For readers who prefer their heroes and characters to be a little more introspective, ambiguous, modern, I cannot wholeheartedly enough recommend the two great novel cycles of Sigrid Undset, "Kristin Lavransdattar" and "The Master of Hestviken." Undset was a devout Roman Catholic who lived in Lillehammer, site of the Norwegian Olympics in 1994. I have visited her home, which will soon be open to the public, and a brief inspection of her bookshelves showed me that her mind was not only Catholic but catholic in the other sense of the word, all-encompassing. If an Eddic protagonist lives out the agony of proud defiance to doom, Undset's characters live out the ever-repeated conflict between the spiritual and the material. One need not be Catholic (I am not) to be utterly caught up in Undset's imagined medieval Norway.

Kristin Lavransdattar's three novels (1920-1922) follow their eponymous heroine from her early childhood to her death from the Black Plague. It is one of the greatest love stories ever written, because it is one of the truest. For the sake of a man, Kristin sacrifices a great deal that she values, including her purity, her honesty and her obedience to her father, who is one of the most lovingly delineated characters in literature. She finally marries her sweetheart, only to learn that he and she cannot make each other happy. But Undset manages to convince us that if happiness will not be hers, perhaps she has won something similar to the treasure of an Eddic heroine: a destiny, a doom, that simultaneously fulfills and befits her. At the end, one feels that she could not have lived her life in any other way, with any other man.

"The Master of Hestviken" (1925-1927) is also a love story of sorts. The hero of this tetralogy is a friendless orphan named Ølav who cleaves only to his foster sister, Ingunn, a weak-willed, sickly girl to whom he was betrothed by his dying father. When the young couple are parted by violent legal difficulties, Ingunn has a fling with an Icelander and gets pregnant. To save her honor, Ølav kills the seducer, marries Ingunn and gives out that the child is his. All his life he longs to confess the manslaughter and do penance for it, but first Ingunn pleads with him not to, and then later, after she has suffered a long and ghastly death, he feels a mixture of duty to Ingunn's memory and revolted pity for the bastard, who adores him; and so the years go by, until this faithful, loving, bravely steadfast man has been utterly eaten up by his unshrived sin. Every time I reread this book I try to find the place where Olav "went wrong," and I cannot. This work reminds me of Sophocles -- or, better yet, of the old Norse sagas, whose heroes are simply "fated" to do what they do. Indeed, Undset's Norway retains its Eddic dwarfs, elf temptresses and mountain dwellers. Even Odin and the death goddess Hel get mentioned. And both Kristin and Olav are Eddic in their uncomplaining bearing of destiny's burden.

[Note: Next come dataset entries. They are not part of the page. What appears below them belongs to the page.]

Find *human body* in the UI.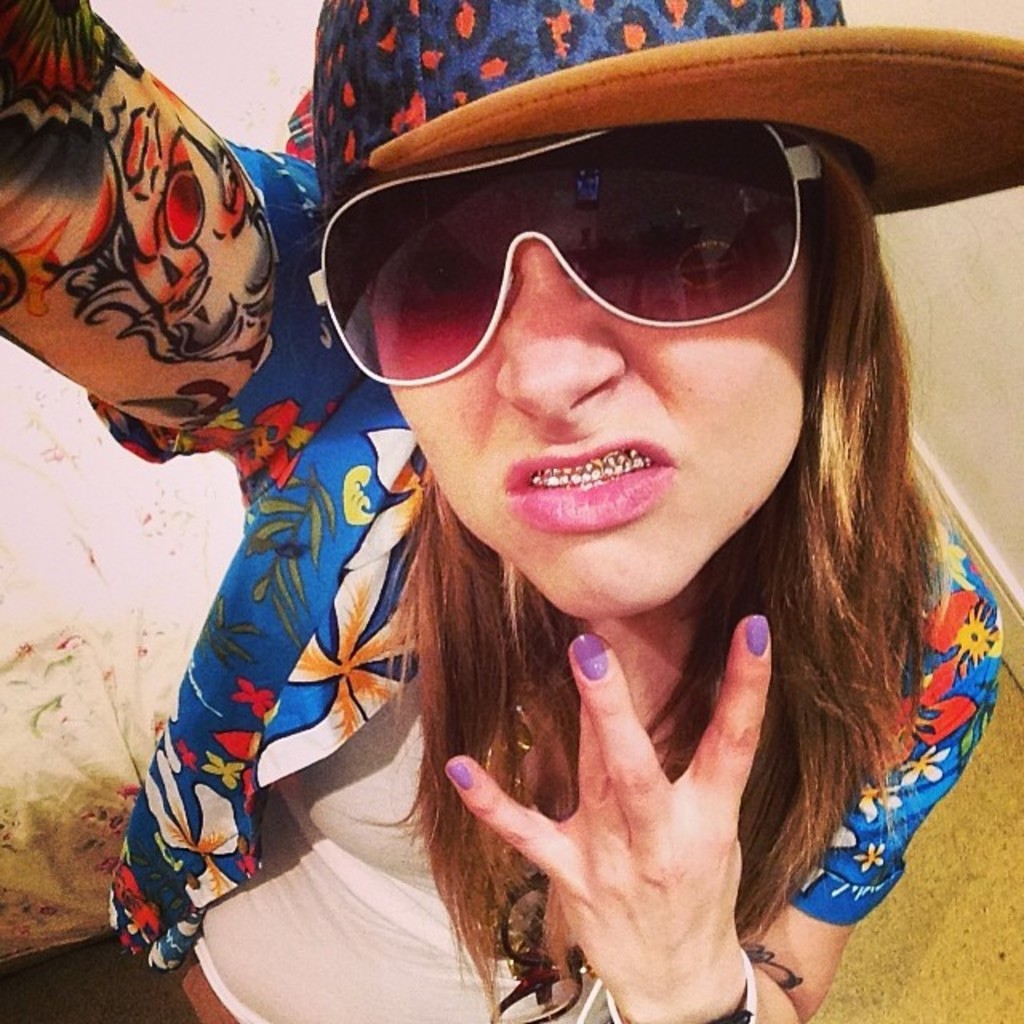
UI element at pyautogui.locateOnScreen(64, 38, 1023, 1023).
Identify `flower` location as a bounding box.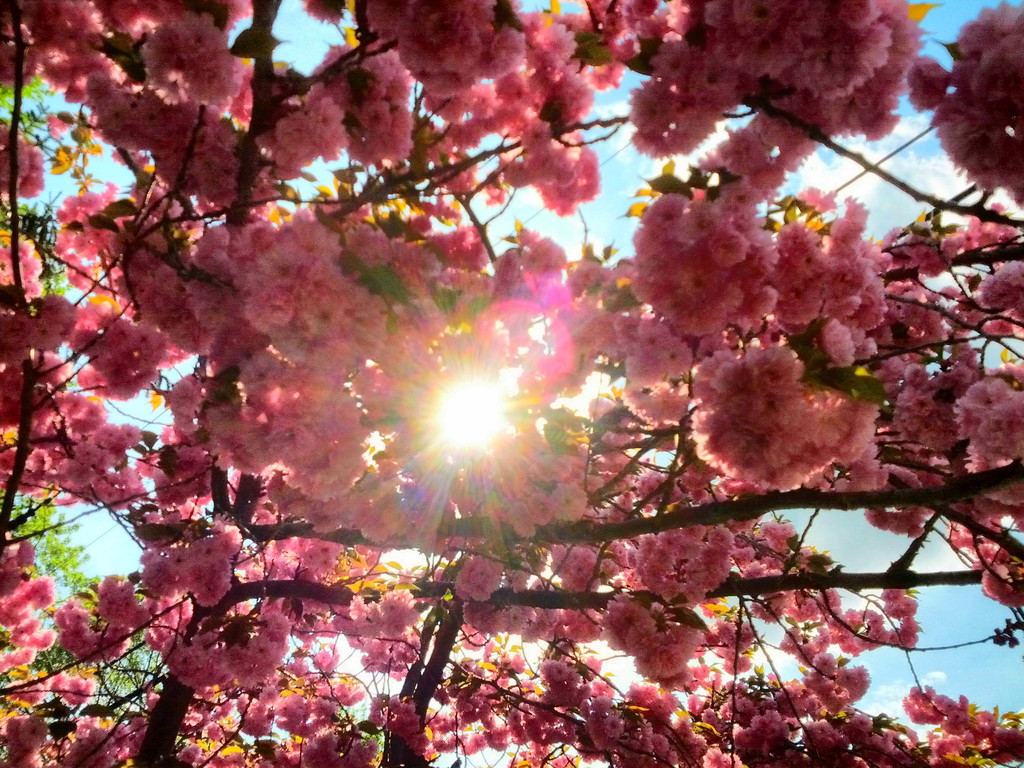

Lillehammer is a beautiful place of water and forest. A reader can, if he likes, retrace Kristin's penitential pilgrimage to Nidaros or seek out landscapes that Olav would have seen. The people of Lillehammer are proud of Sigrid Undset, and their literary festival is named after her. Her books are moving and engrossing to read anywhere; but they are a particular pleasure to read here.

In other parts of Norway, one can find runes and petroglyphs graven into the rock. In those spots (or, if you like, atop a grassy old barrow, or in a meadow of ring stones), a fine way to pass a warm afternoon is to sit browsing and dreaming through a volume of the inexhaustible Eddas.


By William T. Vollmann

William T. Vollman is the author of "You Bright and Risen Angels," "Whores for Gloria," "Rising Up and Rising Down" and most recently "Europe Central," winner of the National Book Award.